I’ve had one truly phenomenal home teacher/ministering brother in almost 18 years of church experience. After my husband had a serious accident in our car, he picked it up from the scene of the accident and cleaned all of my husband’s blood out of the upholstery. I never even had to see it in that state. I never even had to leave the hospital for any of that. In the worst experience of my life, he took care of something I had no idea how to handle. It was done without me having to ask for it, in coordination with everyone else who watched over us and came to see us in that experience. When I think of a man using his priesthood for good, that’s what I think of. It’s not just the blessing of healing my husband got in the hospital. It’s the caregiving to discern a person’s genuine need and showing up to fill it exactly the way they need it done. That’s a spiritual practice, not just a practical one.

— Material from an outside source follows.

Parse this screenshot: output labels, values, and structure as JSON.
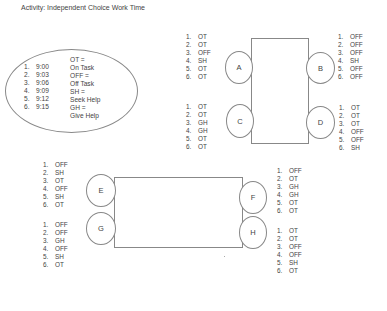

Caregiving is priesthood. Priesthood is caregiving. And if Brothers are priesthood holders when they are caregivers, then so are Sisters. If ordinances are the pearls on a necklace, and all the caregiving in between them is the strand, let’s get rid of every notion of one being more important than the other. It’s all priesthood, and ordination isn’t necessary for so much of it to be acceptable and pleasing to God. All of it together is necessary, and it would be incomplete without the offering that each person makes, no matter what their gender is. And rather than saying this is a post-gender perspective, it’s simply a human one. Much of what I’ve said is inseparable from my experience as a woman in the Church, but it’s not exclusive or unique to women. I’m part of a community that includes all genders, whether the Church likes it or not, and we’re all essential.
Every human in the Church is essential to God’s plan. And I think we should be more open to and honest about the implications of what that truly means. We’re all caregivers with care and service that only we individually can give. God won’t always be able to raise up another in our stead if we bow out and stop showing up. There is love only we can give and we will have every power on earth and in heaven at our disposal to give it if we ask for it, no matter who we are.
So go show divine love to someone today that could move mountains. Even if that person is yourself. You have the power of God, regardless of ordination status. Go see what miracles you can do with it.